The second ominous sign was the appearance in Sacramento of Democratic hedge fund manager and super-contributor Tom Steyer. Steyer was making it clear that he had $1 million in contributions for those legislators willing to support an oil excise tax. (Senate President Pro Tem Darrell Steinberg actually adjourned the Senate for 90 minutes so Democrats could meet privately with Steyer.)

This double tax on oil would drive up the cost of gasoline for all Californians. We already pay the highest gasoline tax in the nation. Striking a crippling blow to the state’s energy industry is exactly the aim of Steyer and his allies. This tax would cripple us at the very time we stand on the edge of energy independence.

The California Business Roundtable has already identified the third element of the 2016 assault on taxpayers, an effort to permanently extend the Proposition 30 income tax rates, which are due to expire. California has the highest income tax rates in the nation. This move would lock us into a downward economic spiral for generations, and more and more businesses, jobs and educated college graduates would leave California for a better economic future.

While crippling our state, these three tax increases would lead to an expansion of government spending in Sacramento not seen since former Gov. Gray Davis was in office.

These are the stakes for the future of our state, and to a great extent the first battle over these issues will be fought in 2014. We must break the super-majority in Sacramento. I am privileged to be part of the Trailblazer Program with other candidates who are key to breaking the Democrats’ hold on the Assembly, including Young Kim in Assembly District 65, David Hadley in district 66, Marc Steinorth in district 40 and Tom Lackey in district 36, along with Janet Nguyen in Senate District 34.
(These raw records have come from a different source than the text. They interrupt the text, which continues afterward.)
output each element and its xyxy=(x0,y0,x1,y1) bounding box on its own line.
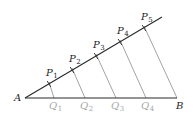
label-q2: Q2 xyxy=(80,100,93,113)
parallel-line-5 xyxy=(144,26,177,98)
label-p2: P2 xyxy=(68,53,81,66)
label-b: B xyxy=(175,100,183,111)
label-q3: Q3 xyxy=(111,100,124,113)
parallel-line-3 xyxy=(96,54,116,98)
equal-division-diagram: P1P2P3P4P5ABQ1Q2Q3Q4 xyxy=(0,0,194,119)
label-q1: Q1 xyxy=(49,100,62,113)
label-p1: P1 xyxy=(45,67,58,80)
label-q4: Q4 xyxy=(141,100,155,113)
parallel-line-4 xyxy=(120,40,146,98)
label-p5: P5 xyxy=(140,11,153,24)
label-p4: P4 xyxy=(116,25,129,38)
label-a: A xyxy=(13,92,21,103)
diagram-canvas: P1P2P3P4P5ABQ1Q2Q3Q4 xyxy=(0,0,194,119)
ray-from-a xyxy=(25,17,162,98)
label-p3: P3 xyxy=(92,39,105,52)
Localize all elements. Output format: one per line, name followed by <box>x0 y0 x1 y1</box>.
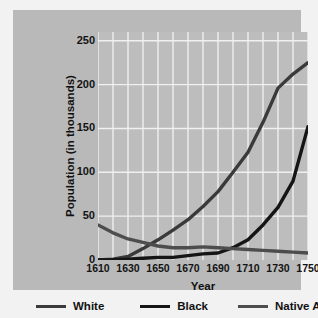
legend-label: Native American <box>275 300 318 312</box>
legend-swatch-icon <box>140 305 170 308</box>
chart-panel: Population (in thousands) 05010015020025… <box>13 10 301 290</box>
y-tick-label: 100 <box>57 166 95 177</box>
x-tick-label: 1670 <box>171 263 205 274</box>
legend-label: Black <box>177 300 208 312</box>
x-axis-ticks: 16101630165016701690171017301750 <box>98 263 314 279</box>
gridlines <box>98 32 308 260</box>
legend-swatch-icon <box>36 305 66 308</box>
y-tick-label: 250 <box>57 35 95 46</box>
x-tick-label: 1710 <box>231 263 265 274</box>
y-tick-label: 200 <box>57 79 95 90</box>
legend-item-white: White <box>36 300 104 312</box>
x-tick-label: 1730 <box>261 263 295 274</box>
x-tick-label: 1690 <box>201 263 235 274</box>
plot-area <box>98 32 308 260</box>
legend-swatch-icon <box>238 305 268 308</box>
x-tick-label: 1750 <box>291 263 318 274</box>
x-tick-label: 1630 <box>111 263 145 274</box>
chart-figure: Population (in thousands) 05010015020025… <box>0 0 318 318</box>
y-tick-label: 50 <box>57 210 95 221</box>
legend-item-native-american: Native American <box>238 300 318 312</box>
x-tick-label: 1650 <box>141 263 175 274</box>
legend-label: White <box>73 300 104 312</box>
y-axis-ticks: 050100150200250 <box>53 32 95 260</box>
legend-item-black: Black <box>140 300 208 312</box>
x-tick-label: 1610 <box>81 263 115 274</box>
x-axis-title: Year <box>98 280 308 292</box>
y-tick-label: 150 <box>57 122 95 133</box>
chart-legend: White Black Native American <box>0 296 318 316</box>
plot-svg <box>98 32 308 260</box>
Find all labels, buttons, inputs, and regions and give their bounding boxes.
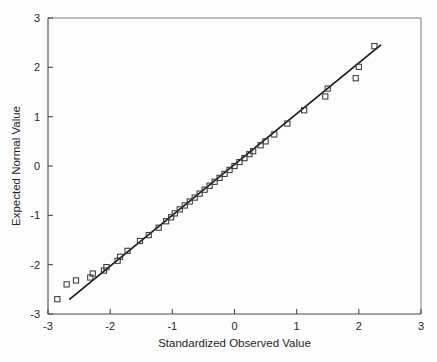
qq-plot-figure: -3-2-10123-3-2-10123Standardized Observe… <box>0 0 437 362</box>
y-tick-label: -1 <box>30 209 40 221</box>
y-tick-label: 2 <box>34 61 40 73</box>
data-point-marker <box>323 94 328 99</box>
y-tick-label: -2 <box>30 259 40 271</box>
data-point-marker <box>73 278 78 283</box>
x-tick-label: -1 <box>167 320 177 332</box>
x-tick-label: 1 <box>294 320 300 332</box>
reference-line-group <box>70 45 381 299</box>
data-point-marker <box>64 282 69 287</box>
qq-plot-canvas: -3-2-10123-3-2-10123Standardized Observe… <box>0 0 437 362</box>
x-tick-label: -2 <box>105 320 115 332</box>
y-axis-title: Expected Normal Value <box>10 106 22 226</box>
x-tick-label: -3 <box>43 320 53 332</box>
x-axis-title: Standardized Observed Value <box>158 337 311 349</box>
x-tick-label: 3 <box>418 320 424 332</box>
y-tick-label: 1 <box>34 111 40 123</box>
y-tick-label: -3 <box>30 308 40 320</box>
y-tick-label: 0 <box>34 160 40 172</box>
reference-line <box>70 45 381 299</box>
y-tick-label: 3 <box>34 12 40 24</box>
x-tick-label: 2 <box>356 320 362 332</box>
data-points-group <box>55 44 377 302</box>
data-point-marker <box>353 76 358 81</box>
x-tick-label: 0 <box>231 320 237 332</box>
data-point-marker <box>55 297 60 302</box>
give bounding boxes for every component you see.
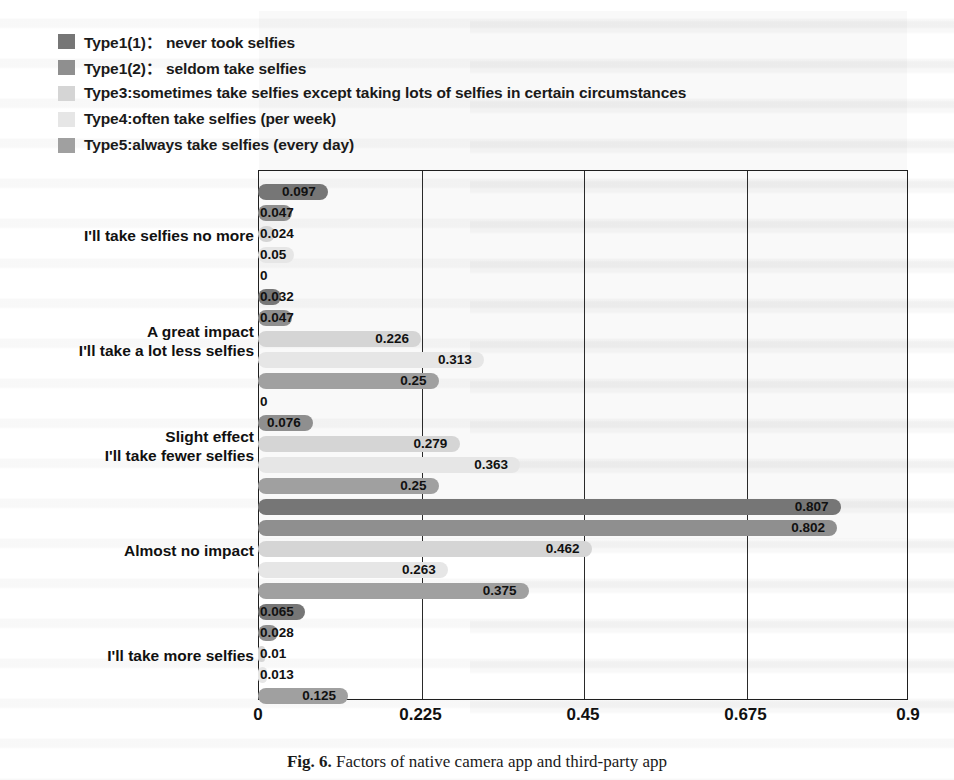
x-tick-label: 0 [253,705,262,725]
bar-value-label: 0.802 [791,519,825,537]
bar-value-label: 0 [260,267,268,285]
chart-legend: Type1(1)： never took selfiesType1(2)： se… [58,28,686,158]
bar-value-label: 0.313 [438,351,472,369]
bar-value-label: 0.076 [267,414,301,432]
bar-value-label: 0.01 [260,645,286,663]
category-label-line: I'll take fewer selfies [24,446,254,465]
legend-label: Type1(2)： seldom take selfies [84,56,306,78]
figure-caption-text: Factors of native camera app and third-p… [336,752,667,771]
bar-value-label: 0.25 [400,372,426,390]
bar-value-label: 0.013 [260,666,294,684]
bar-value-label: 0.279 [414,435,448,453]
bar[interactable] [258,520,837,536]
bar-value-label: 0.125 [302,687,336,705]
category-label-line: I'll take a lot less selfies [24,341,254,360]
bar-value-label: 0.807 [795,498,829,516]
category-label: I'll take more selfies [24,646,254,665]
category-label-line: Slight effect [24,427,254,446]
gridline-0.45 [584,171,585,699]
legend-label: Type5:always take selfies (every day) [84,136,354,154]
chart-plot-area: I'll take selfies no more0.0970.0470.024… [0,160,954,705]
bar-value-label: 0.024 [260,225,294,243]
bar-value-label: 0.047 [260,309,294,327]
legend-swatch-4 [58,112,75,127]
bar[interactable] [258,541,592,557]
category-label-line: Almost no impact [24,541,254,560]
legend-item: Type5:always take selfies (every day) [58,132,686,158]
bar-value-label: 0.065 [260,603,294,621]
legend-swatch-2 [58,60,75,75]
bar-value-label: 0.097 [282,183,316,201]
legend-item: Type1(1)： never took selfies [58,28,686,54]
bar-value-label: 0 [260,393,268,411]
bar-value-label: 0.25 [400,477,426,495]
bar-value-label: 0.375 [483,582,517,600]
bar-value-label: 0.226 [375,330,409,348]
figure-caption: Fig. 6. Factors of native camera app and… [0,752,954,772]
bar-value-label: 0.363 [474,456,508,474]
bar-value-label: 0.263 [402,561,436,579]
x-tick-label: 0.225 [399,705,442,725]
legend-swatch-1 [58,34,75,49]
plot-frame [258,170,908,700]
x-axis-tick-labels: 00.2250.450.6750.9 [0,705,954,735]
legend-item: Type1(2)： seldom take selfies [58,54,686,80]
category-label: Almost no impact [24,541,254,560]
category-label-line: A great impact [24,322,254,341]
legend-item: Type4:often take selfies (per week) [58,106,686,132]
bar-value-label: 0.05 [260,246,286,264]
x-tick-label: 0.45 [566,705,599,725]
category-label-line: I'll take selfies no more [24,226,254,245]
category-label-line: I'll take more selfies [24,646,254,665]
figure-number: Fig. 6. [287,752,332,771]
legend-label: Type1(1)： never took selfies [84,30,295,52]
category-label: I'll take selfies no more [24,226,254,245]
bar-value-label: 0.032 [260,288,294,306]
category-label: Slight effectI'll take fewer selfies [24,427,254,465]
x-tick-label: 0.675 [724,705,767,725]
gridline-0.675 [747,171,748,699]
legend-swatch-5 [58,138,75,153]
bar[interactable] [258,499,841,515]
legend-label: Type4:often take selfies (per week) [84,110,336,128]
bar-value-label: 0.047 [260,204,294,222]
legend-label: Type3:sometimes take selfies except taki… [84,84,686,102]
category-label: A great impactI'll take a lot less selfi… [24,322,254,360]
legend-item: Type3:sometimes take selfies except taki… [58,80,686,106]
legend-swatch-3 [58,86,75,101]
bar-value-label: 0.462 [546,540,580,558]
bar-value-label: 0.028 [260,624,294,642]
x-tick-label: 0.9 [896,705,920,725]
This year we must elect candidates who can broaden our message, raise the funding necessary to compete throughout the state and wage an intellectually credible opposition to massive tax hikes. As the Republican candidates, we bring business experience, real-life knowledge of the effect of state taxes and regulations and a commitment to focusing on issues critical to our state economy.

The stakes are high. We cannot afford candidates who lack business know-how or who are focused not on taxes but on side-show issues like changing the spelling of street names. It’s time for adults in Sacramento.

Newport Beach City Councilman KEITH CURRY is a candidate for the 74th Assembly District, which includes sections of Huntington Beach, Costa Mesa and Newport.